By the porch light we could barely see Alexander’s sofa. It looked like the last set for the movie
Furniture from Outer Space
. Without Alexander, the couch in the bush was ridiculous, embarrassing—a piece of waste.

“I’ll leave this out here a while longer,” Leonard said, pointing at the sandwich on the sill. “You never know.”

I kept Louisa’s flower-comb in my pocket until the house anchored in the night and creaked toward settling. Louisa jumped off the porch and cried, “Shoot the nurses!”

“You’ve found your calling.”

“Quite a goddamned day, right?” she said as we passed Brent’s and Eleanor’s house. “In the bin.” She was trotting right along, glad to be in the air.

I was hyper with fatigue, run through with tight wires, confused, almost happy. I enjoyed having a present in my pocket. Louisa ran ahead of me, in and out of sight, talking to things.

By the time I reached the summit over the dump, she was already sitting in her chair, breathing hard and muttering. “God, I hate exercise,” she said. “But what can you do?” She combed her hair back with ten fingers and held it above her neck. I could see the shine of sweat on the delicate furrow of hair that ran into her scalp.

“Mrs. Berenson,” she said just as words. “She’s something.”

“Yeah.”

“She was married.”

“Yeah.”

“I think she must have been pretty once. Can you imagine it?”

“Everybody was pretty once,” I said.

“Oh, here we go.
Everybody was pretty once
. Was I?”

“You are pretty,” I said.

I loved having her off guard, out of character. I loved her, I guess, right then, and the day before, and the day I thought she had left me, and it all had little to do with the vision of her on a motorcycle wire or the vision of her white breasts; but just the same, I wanted her: desire is something you understand before you know the words.

In the second instinctual act of my life, I kissed her. I had to place my hand on her shoulder to keep from falling into the trash heap below us, and I kissed her. Again, it was an advanced kiss, one of those kisses which makes you think it might have been intended for someone else or rehearsed many times, but I stayed with it and did what I could.

It was right there, in that inspired state, of course, where I made my mistake.
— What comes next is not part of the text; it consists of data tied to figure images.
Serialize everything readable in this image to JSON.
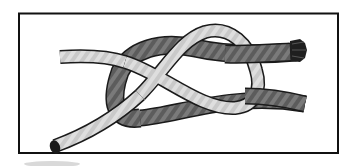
{
  "image": {
    "subject": "knot illustration",
    "description": "Line illustration of a knot formed by a light gray rope and a dark gray rope inside a black rectangular frame",
    "colors": {
      "frame": "#111111",
      "background": "#ffffff",
      "light_rope": "#c8c8c8",
      "light_rope_highlight": "#e6e6e6",
      "dark_rope": "#5a5a5a",
      "dark_rope_highlight": "#8a8a8a",
      "outline": "#1a1a1a",
      "shadow": "#d9d9d9"
    }
  }
}
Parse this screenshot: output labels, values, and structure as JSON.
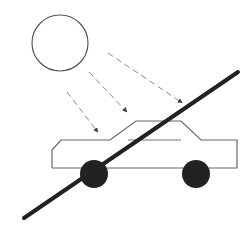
{
  "diagram": {
    "colors": {
      "background": "#ffffff",
      "outline": "#555555",
      "rays": "#8a8a8a",
      "wheels": "#222222",
      "strike": "#222222"
    },
    "sun": {
      "cx": 60,
      "cy": 43,
      "r": 28
    },
    "rays": [
      {
        "x1": 67,
        "y1": 92,
        "x2": 97,
        "y2": 131
      },
      {
        "x1": 89,
        "y1": 72,
        "x2": 126,
        "y2": 111
      },
      {
        "x1": 108,
        "y1": 53,
        "x2": 181,
        "y2": 102
      }
    ],
    "car": {
      "body_points": "52,168 52,150 61,140 110,140 136,121 181,121 201,140 237,140 237,168 52,168",
      "window_line": {
        "x1": 128,
        "y1": 140,
        "x2": 181,
        "y2": 140
      },
      "wheels": [
        {
          "cx": 94,
          "cy": 174,
          "r": 14
        },
        {
          "cx": 196,
          "cy": 174,
          "r": 14
        }
      ]
    },
    "strike": {
      "x1": 24,
      "y1": 218,
      "x2": 238,
      "y2": 72,
      "width": 4
    }
  }
}
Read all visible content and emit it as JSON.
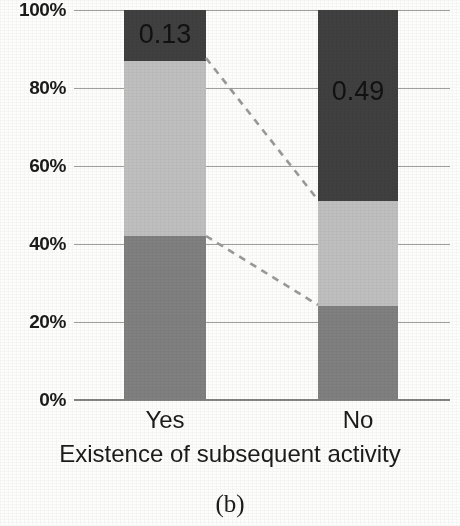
{
  "chart_data": {
    "type": "bar",
    "subtype": "100% stacked bar",
    "title": "",
    "caption": "(b)",
    "xlabel": "Existence of subsequent activity",
    "ylabel": "",
    "categories": [
      "Yes",
      "No"
    ],
    "ylim": [
      0,
      1
    ],
    "grid": true,
    "legend": "none",
    "ytick_labels": [
      "100%",
      "80%",
      "60%",
      "40%",
      "20%",
      "0%"
    ],
    "ytick_values": [
      1.0,
      0.8,
      0.6,
      0.4,
      0.2,
      0.0
    ],
    "series": [
      {
        "name": "bottom-segment",
        "color": "#808080",
        "values": [
          0.42,
          0.24
        ],
        "labels": [
          "",
          ""
        ]
      },
      {
        "name": "middle-segment",
        "color": "#bfbfbf",
        "values": [
          0.45,
          0.27
        ],
        "labels": [
          "",
          ""
        ]
      },
      {
        "name": "top-segment",
        "color": "#404040",
        "values": [
          0.13,
          0.49
        ],
        "labels": [
          "0.13",
          "0.49"
        ]
      }
    ],
    "data_labels": [
      {
        "category": "Yes",
        "segment": "top-segment",
        "value": "0.13"
      },
      {
        "category": "No",
        "segment": "top-segment",
        "value": "0.49"
      }
    ],
    "annotations": [
      {
        "name": "connector-top",
        "style": "dashed",
        "from": {
          "category": "Yes",
          "value": 0.87
        },
        "to": {
          "category": "No",
          "value": 0.51
        }
      },
      {
        "name": "connector-bottom",
        "style": "dashed",
        "from": {
          "category": "Yes",
          "value": 0.42
        },
        "to": {
          "category": "No",
          "value": 0.24
        }
      }
    ],
    "colors": {
      "bar_dark": "#404040",
      "bar_light": "#bfbfbf",
      "bar_mid": "#808080",
      "gridline": "#8e8e8e",
      "text": "#1b1b1b",
      "background": "#fdfdfb",
      "connector": "#9a9a9a"
    }
  },
  "ticks": {
    "t0": "100%",
    "t1": "80%",
    "t2": "60%",
    "t3": "40%",
    "t4": "20%",
    "t5": "0%"
  },
  "labels": {
    "cat_yes": "Yes",
    "cat_no": "No",
    "axis_title": "Existence of subsequent activity",
    "caption": "(b)",
    "value_yes_top": "0.13",
    "value_no_top": "0.49"
  }
}
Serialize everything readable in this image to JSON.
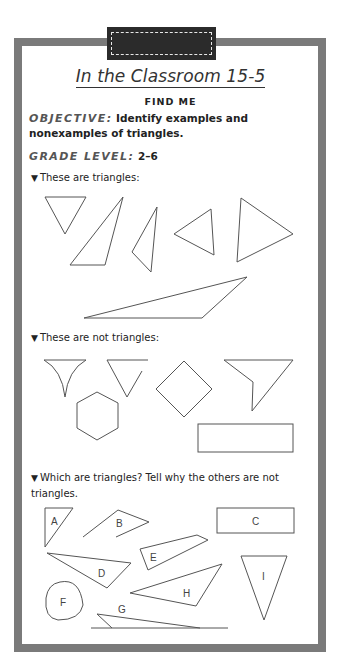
{
  "page": {
    "title": "In the Classroom 15-5",
    "subtitle": "FIND ME",
    "objective_label": "OBJECTIVE:",
    "objective_text": "Identify examples and nonexamples of triangles.",
    "grade_label": "GRADE LEVEL:",
    "grade_value": "2–6"
  },
  "sections": [
    {
      "bullet": "▼",
      "label": "These are triangles:"
    },
    {
      "bullet": "▼",
      "label": "These are not triangles:"
    },
    {
      "bullet": "▼",
      "label": "Which are triangles? Tell why the others are not triangles."
    }
  ],
  "question_shape_labels": [
    "A",
    "B",
    "C",
    "D",
    "E",
    "F",
    "G",
    "H",
    "I"
  ],
  "colors": {
    "frame": "#7a7a7a",
    "badge": "#2b2b2b",
    "stroke": "#555555"
  }
}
The hair-comb glowed in my pocket, and sitting up, I withdrew it and held it in front of her face.

“Look, I brought you this from town.”

She turned it in her fingers. She felt it carefully in the dark and then held it to her face, looking closely in slight starlight reflected off the garbage. She did not say anything. I watched her face, and I know she was touched.
I saw it
.

“Gets me a present, does he?” she said. And she slipped it into her hair which I had memorized, and she leaned and kissed me quick in a gesture which gave her back the lead in this scene.

“Well?”

“It’s nice,” I said.

She stood up. “Gets me a present.” She smiled. “You
are
trying to get into my pants, you horny bastard!”

Boy tears ears from head at abandoned landfill. World ends locally. Girl’s attitude slays dozens in interstate spree
.

When everything settled, I slumped in my old chair and just felt old. I could have risen and thrown stones until the feeling passed, but that activity, this time, would not do. There were not enough stones in Kingman, Arizona. Finally, I walked directly down the path, a stone in my stomach, my mouth stone-set.

“Hey!” she called. “Hey! Come on. You’re okay.”

I turned. “Don’t you tell me that I’m okay. Don’t you tell me anything now or later.”

She ran down to me and grabbed my arm.

“Don’t do that,” I told her.

“Come on. Don’t be a simple shit. I’m sorry.”

I went on walking. She came and got my arm again.

“Collin, I’m sorry. Come on.” She put her arms around my body and her face went to my neck, kissing me there. In a moment, I felt her hips rise on my legs, a growing pressure, as her face rose along my face. I had not moved.

“Come on, Collin. This is the shits. I’m lonely too.”

I pushed her away.

“I’m not lonely,” I told her. “It is not loneliness, you bitch. Leave me alone.” Even as I spoke I doubted my words, I hated myself: I could have let it go, pressed my hand inside the back of her levis. And I hated her for being right about me. I could feel where her mouth had been on my neck; it was wet and burned like acid.